4-time presidential adviser, commentator David Gergen dead at 83

0

4-time presidential adviser, commentator David Gergen dead at 83

4-time presidential adviser, commentator David Gergen dead at 83

Former four-time presidential adviser and longtime political commentator David Gergen died on Thursday from complications caused by Lew body dementia. Image courtesy of UPI

Former presidential adviser and political commentator David Gergen died at age 83 from complications caused by Lewy body dementia on Thursday.

His son, Christopher Gergen, confirmed his father died Thursday at his residence in a retirement home in Lexington, Mass., The New York Times reported.

Gergen was a speechwriter and communications strategist for Presidents Richard Nixon, Gerald Ford, Ronald Reagan and Bill Clinton.

While working with Reagan during his 1980 presidential campaign versus former President Jimmy Carter, Gergen suggested Reagan ask voters the rhetorical question: “Are you better off than you were four years ago?”

“Rhetorical questions have great power,” Gergen said years later, as reported by The New York Times.

“It’s one of those things that you sometimes strike gold,” Gergen continued. “When you’re out there panhandling in the river, occasionally, you get a gold nugget.”

He also was a political analyst for CNN and the founding director of the Center for Public Leadership at the Harvard Kennedy School.

Gergen was a “political scholar who served four presidents of both parties, an adoring father and dedicated husband, a senior statesman in every sense of the word, and a tireless educator,” a CNN spokesperson said.
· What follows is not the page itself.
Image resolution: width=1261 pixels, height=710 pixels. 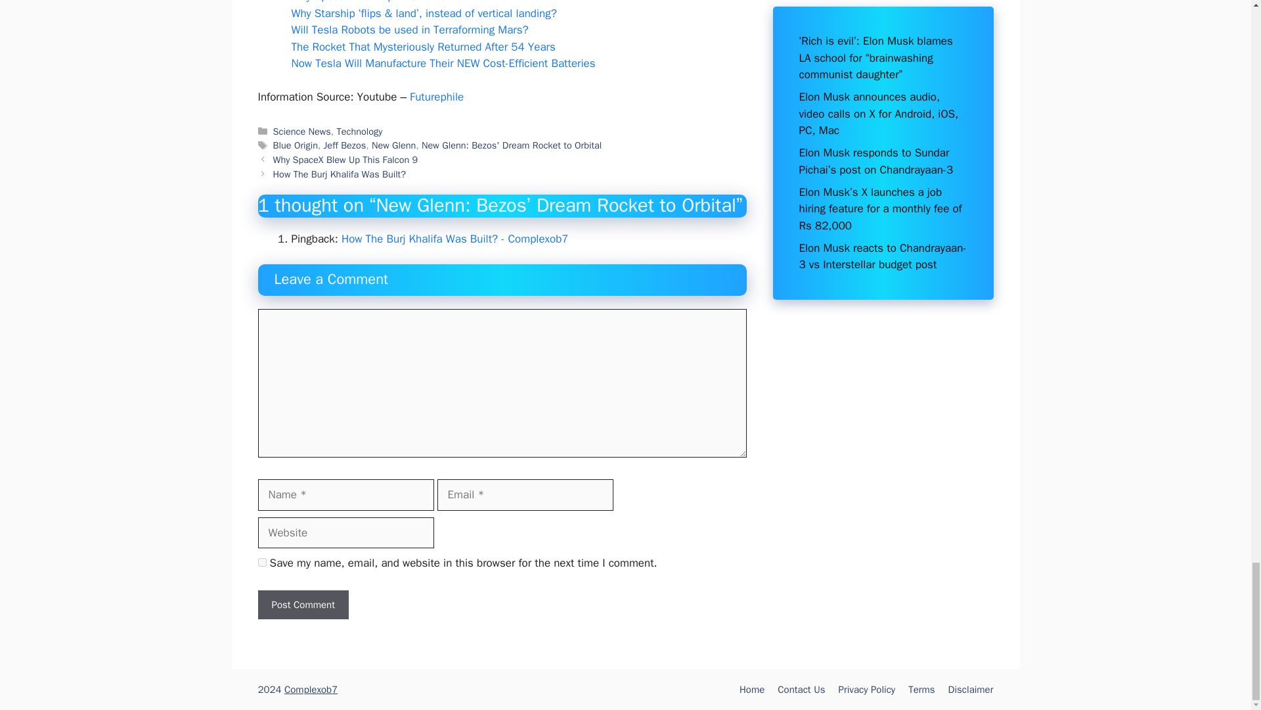 I want to click on Why SpaceX Blew Up This Falcon 9, so click(x=377, y=1).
“But above all else, David was a relentlessly kind and warm person,” the unnamed spokesperson said. “Our staff, contributors and audiences are better informed because of his towering influence.”

Gergen’s cause of death, Lewy body dementia, is the second most common type of Alzheimer’s disease and is caused when protein deposits called Lewy bodies form within nerve cells in the brain, according to the Mayo Clinic.

The protein deposits interfere with thinking, memory and movement and can cause dementia or Parkinson’s disease dementia.

Source

Leave A Reply

Your email address will not be published.